One of the hardest parts of breaking up for me was leaving Celeste. I knew leaving Bobby meant losing Celeste. I kept in contact for a while, even attending her 5th birthday, but sitting across from my ex and former best friend at Chuck E. Cheese was awkward for everyone. Bobby’s mom was incredibly sweet and arranged for me to see Celeste a few more times after that throughout the following year, but understandably, that didn’t last.

I think about Celeste often. I still have her Kindergarten school picture stowed in my jewelry box. She’s now a young adult woman, living where and with whom and doing what, I may never know. I think about how when I left Bobby, it broke my heart to leave her, and yet I was just one more unstable adult in her life to vanish. Just one more person to come and go with no explanation. There were people and situations that came before Celeste, and after her that also led me to become a foster parent, but learning that I could love a child as much as my own flesh and blood, who started out as a stranger to me was eye opening. Knowing that there were children in the world living in unstable situations and needed a safe place to land stuck with me.

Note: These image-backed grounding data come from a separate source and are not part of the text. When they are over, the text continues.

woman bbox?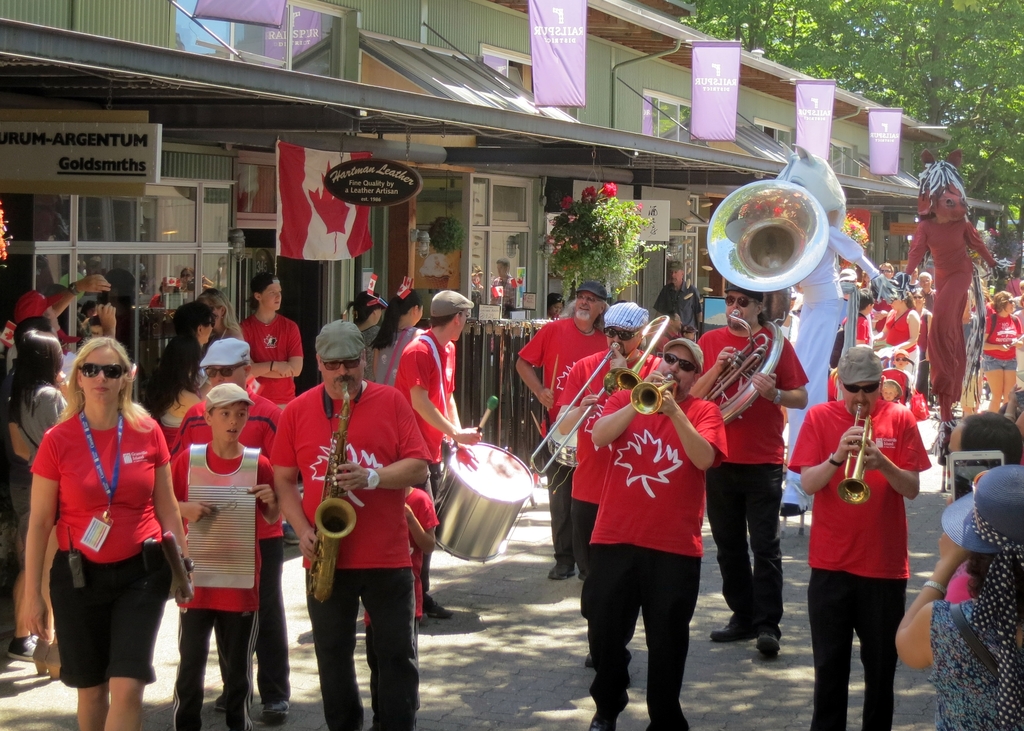
<box>30,333,179,730</box>
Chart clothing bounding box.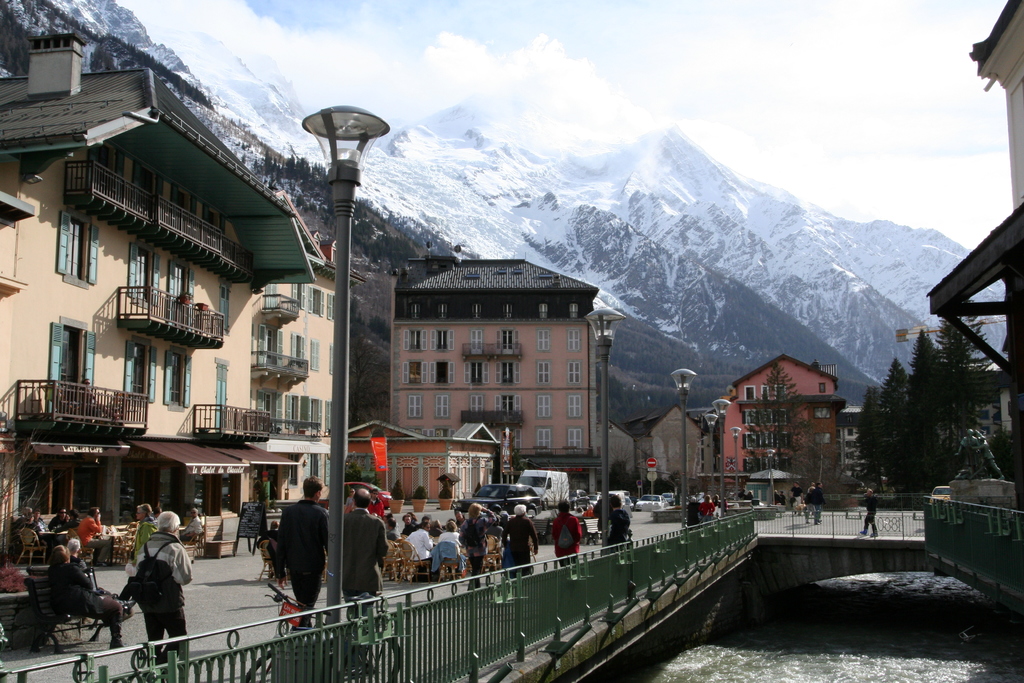
Charted: pyautogui.locateOnScreen(339, 508, 390, 595).
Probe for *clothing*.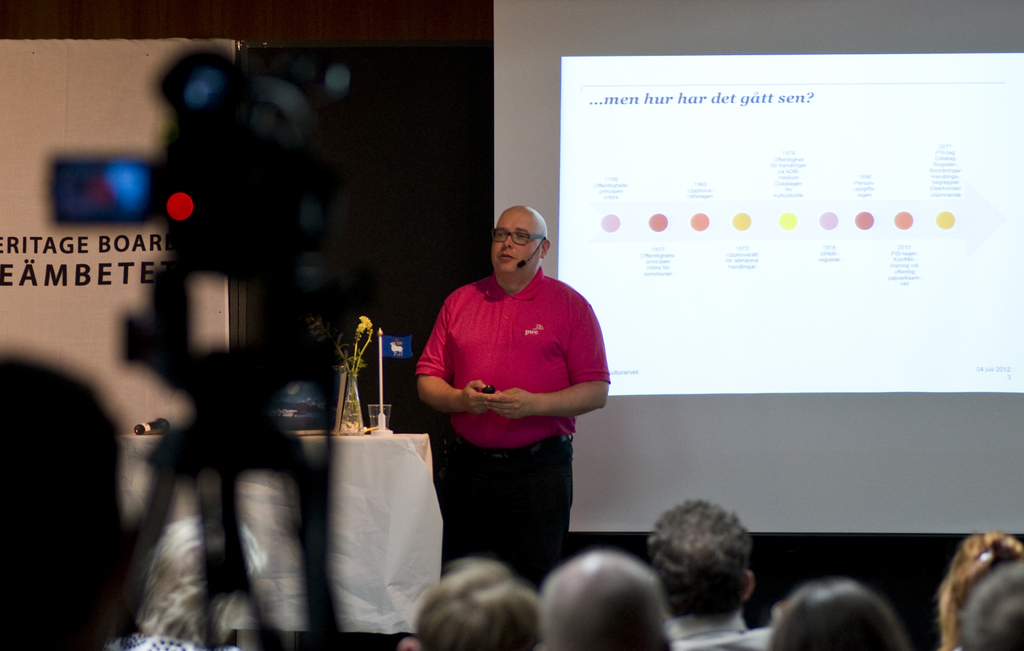
Probe result: l=406, t=237, r=610, b=576.
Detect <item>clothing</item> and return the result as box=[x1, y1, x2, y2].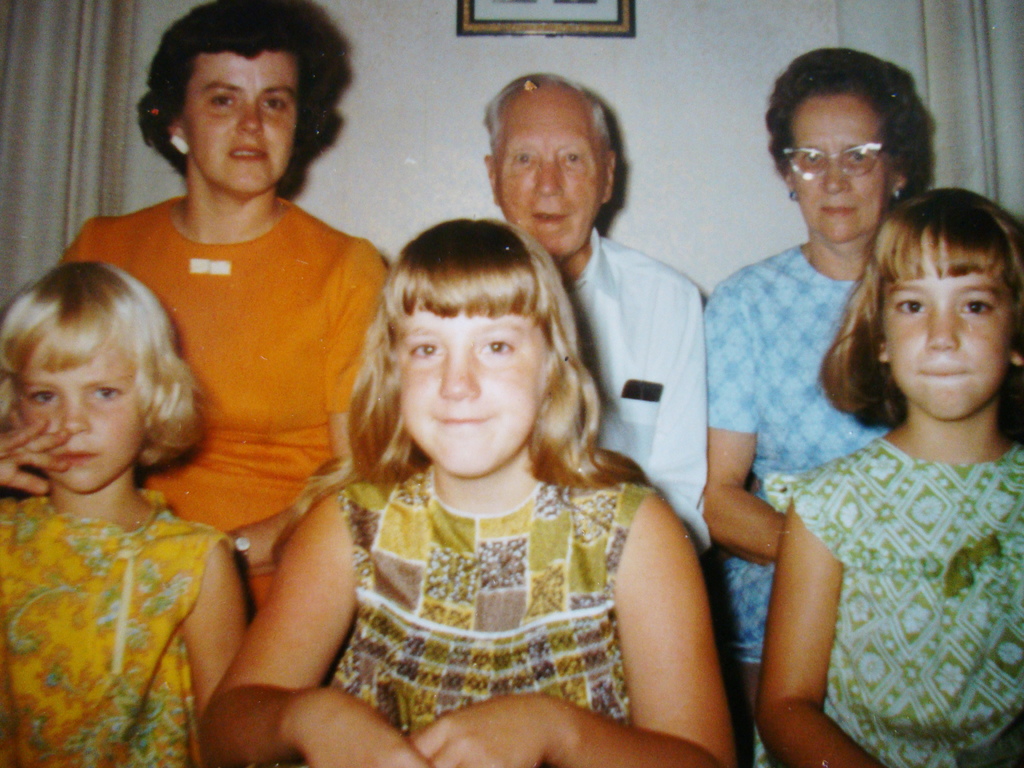
box=[281, 455, 668, 767].
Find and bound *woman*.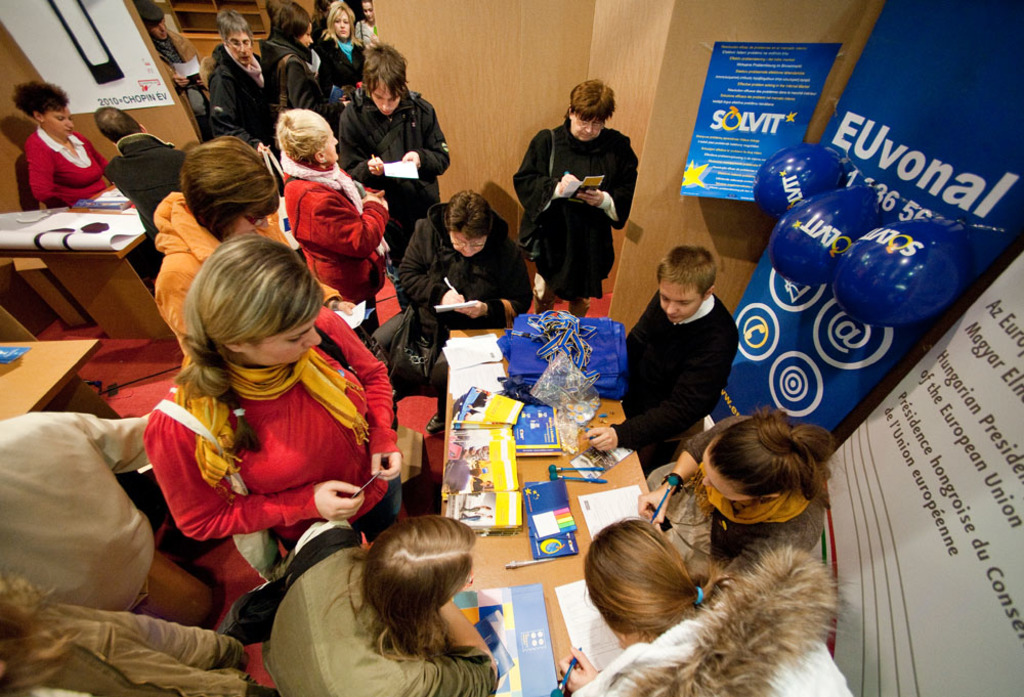
Bound: <bbox>274, 103, 393, 342</bbox>.
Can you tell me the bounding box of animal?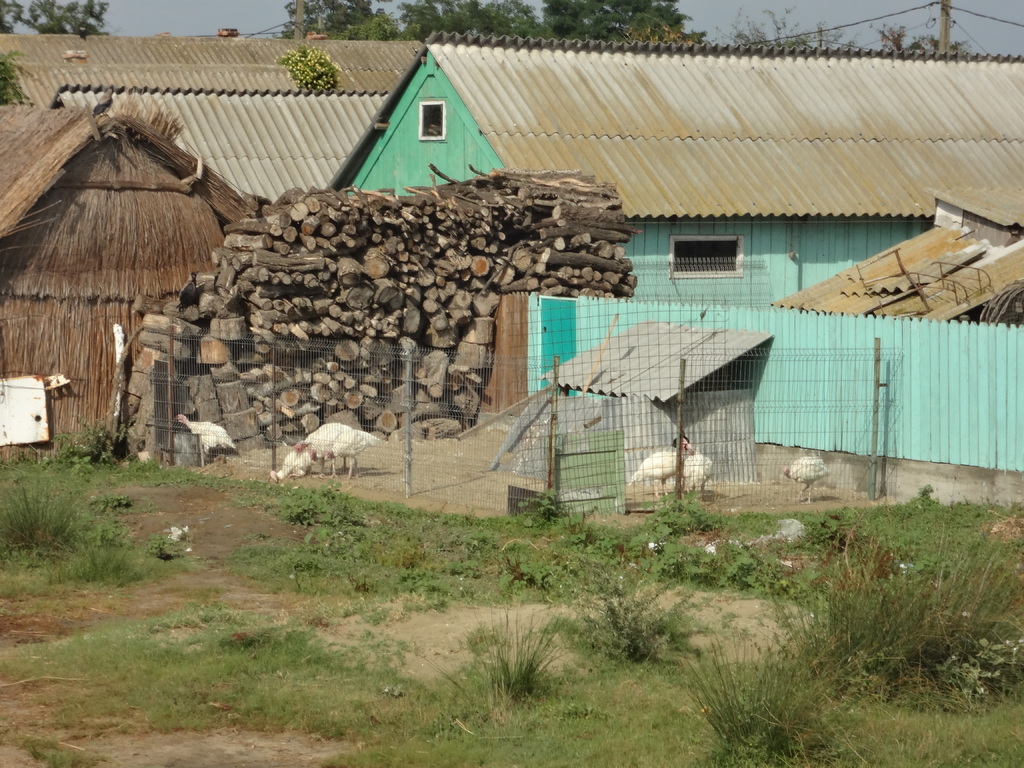
x1=607 y1=451 x2=678 y2=507.
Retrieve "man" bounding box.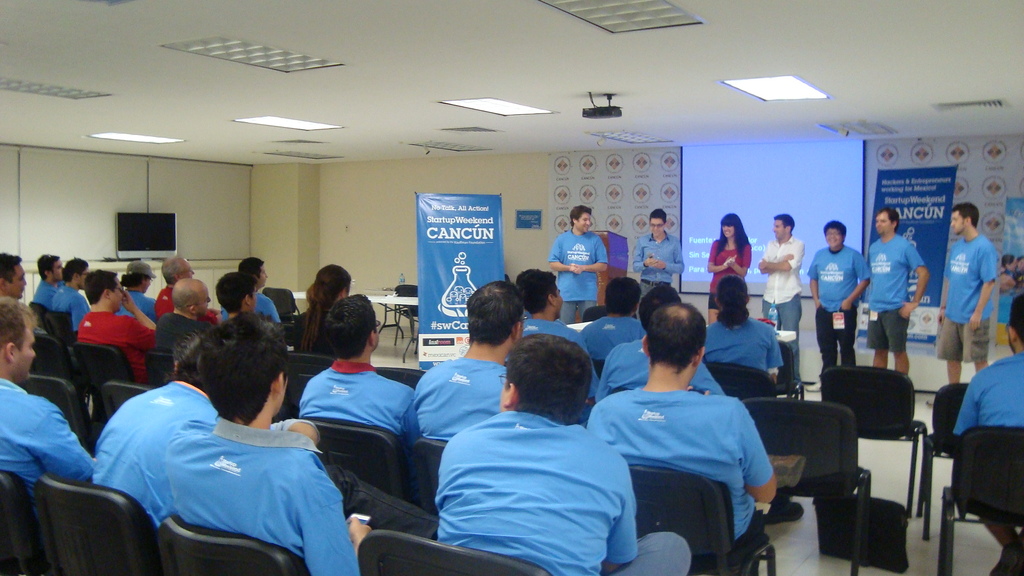
Bounding box: locate(950, 293, 1023, 575).
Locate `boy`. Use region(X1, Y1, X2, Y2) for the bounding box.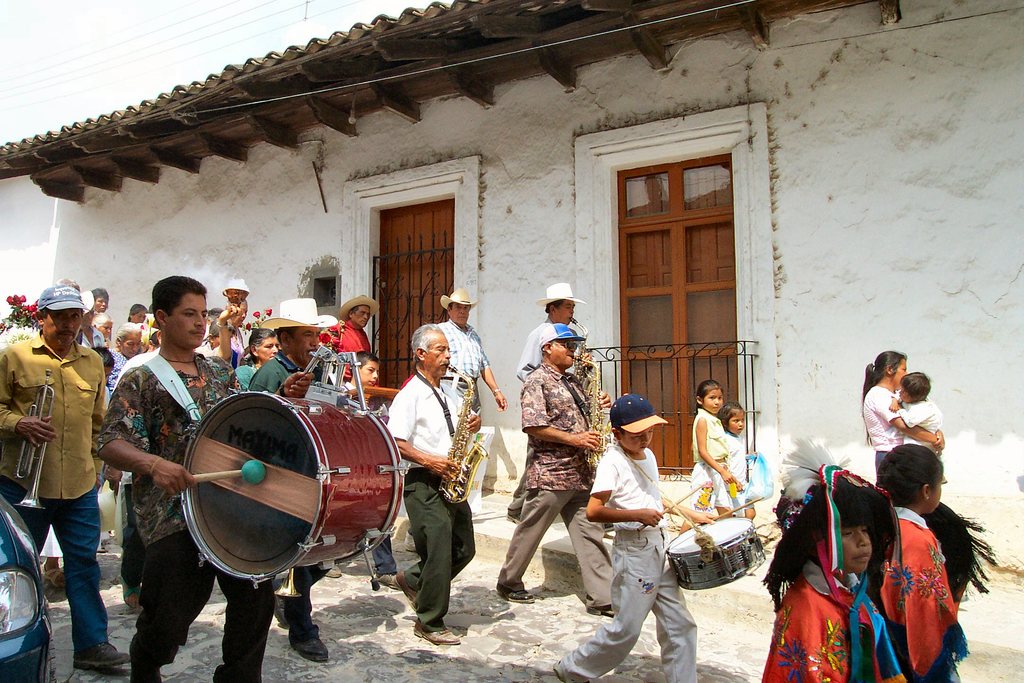
region(344, 349, 404, 586).
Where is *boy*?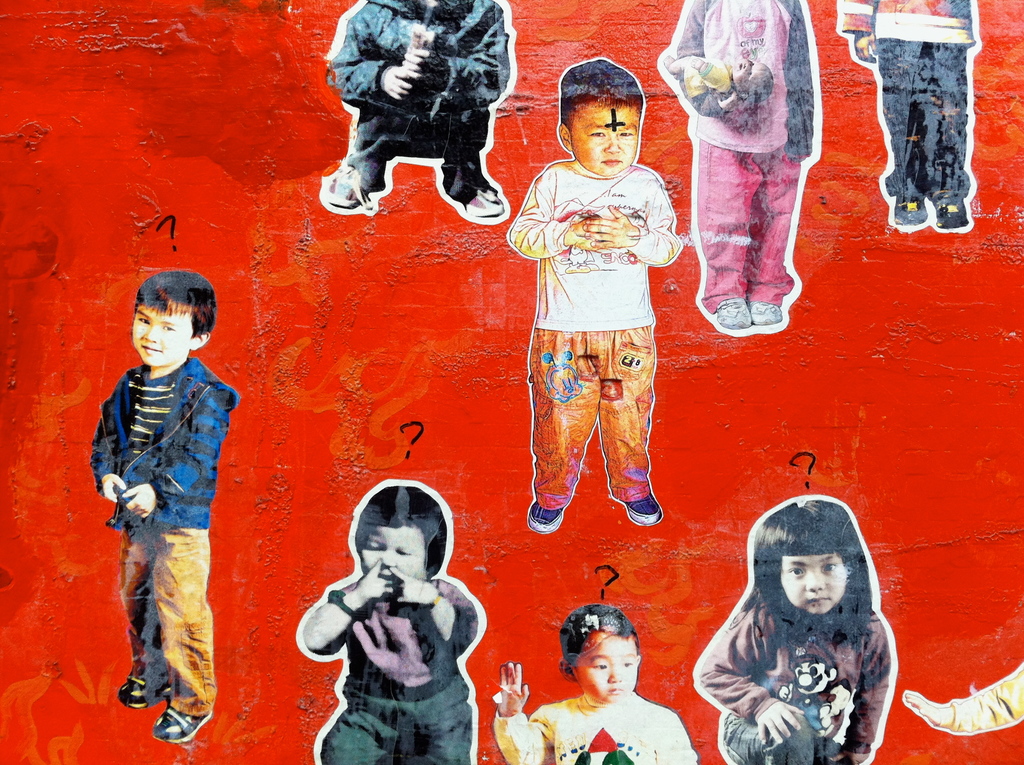
87/266/236/741.
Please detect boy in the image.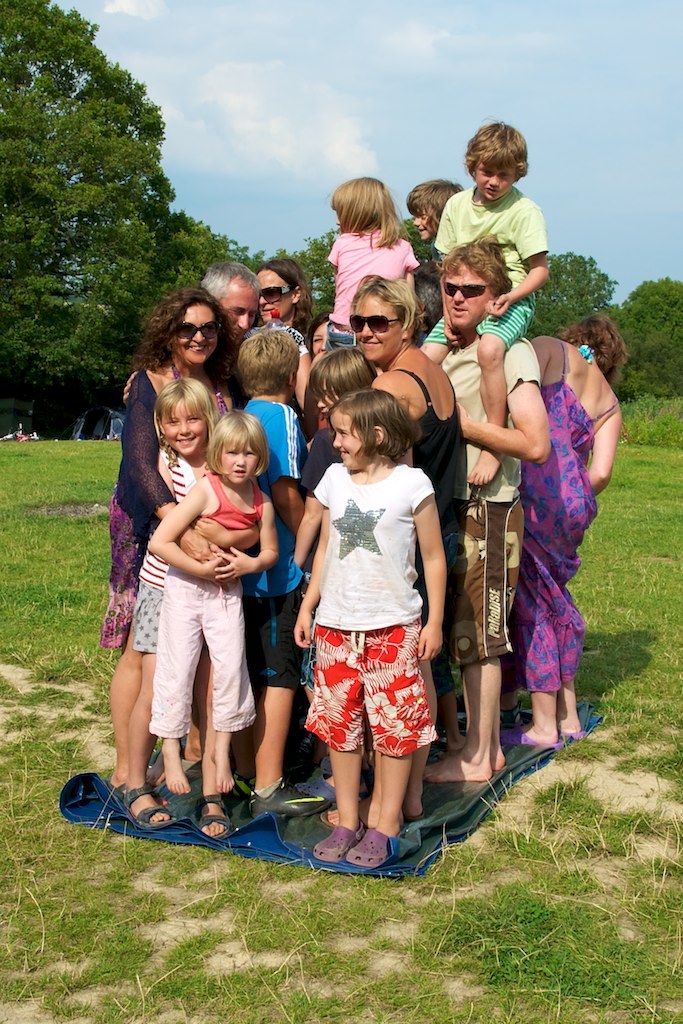
<bbox>236, 327, 330, 815</bbox>.
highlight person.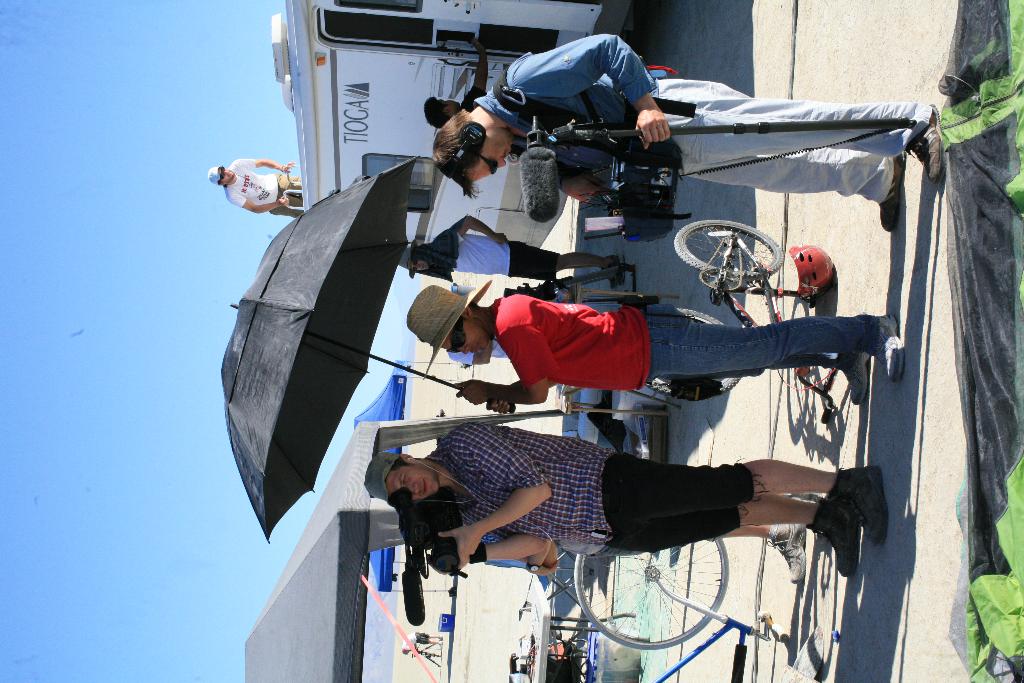
Highlighted region: (403, 214, 622, 281).
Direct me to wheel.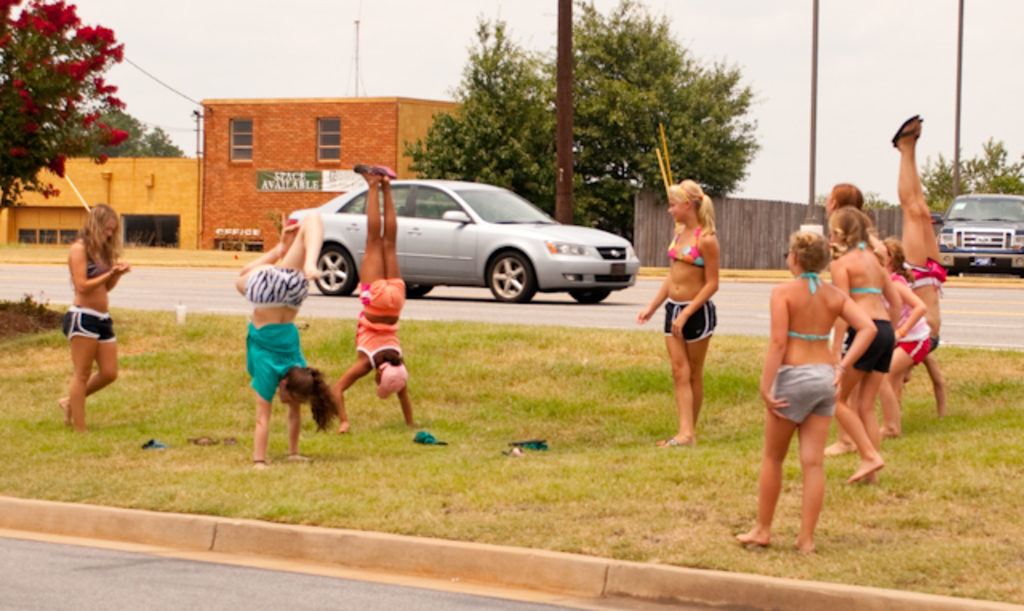
Direction: [395, 270, 437, 302].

Our first foster placements would come into our life 10 years after I left Celeste. One of whom was a 4 year old girl with the same smile, eye shape, and round face as Celeste. Her mom was also having a tough time and she and her little sister needed a safe place to land.

20 year old Rachel was lost and confused about why God would let her make so many stupid choices that led to some serious heartbreak. 30 year old Rachel saw that all things worked together for good, and that a foolish, young relationship may have just been a catalyst used to prepare her 10 years later to love and care for children from hard places— not for pretend with a boyfriend who was bad for her, but for real with a husband who shared her vision.

(Bobby and Celeste’s names have been changed to respect “Celeste’s” privacy.)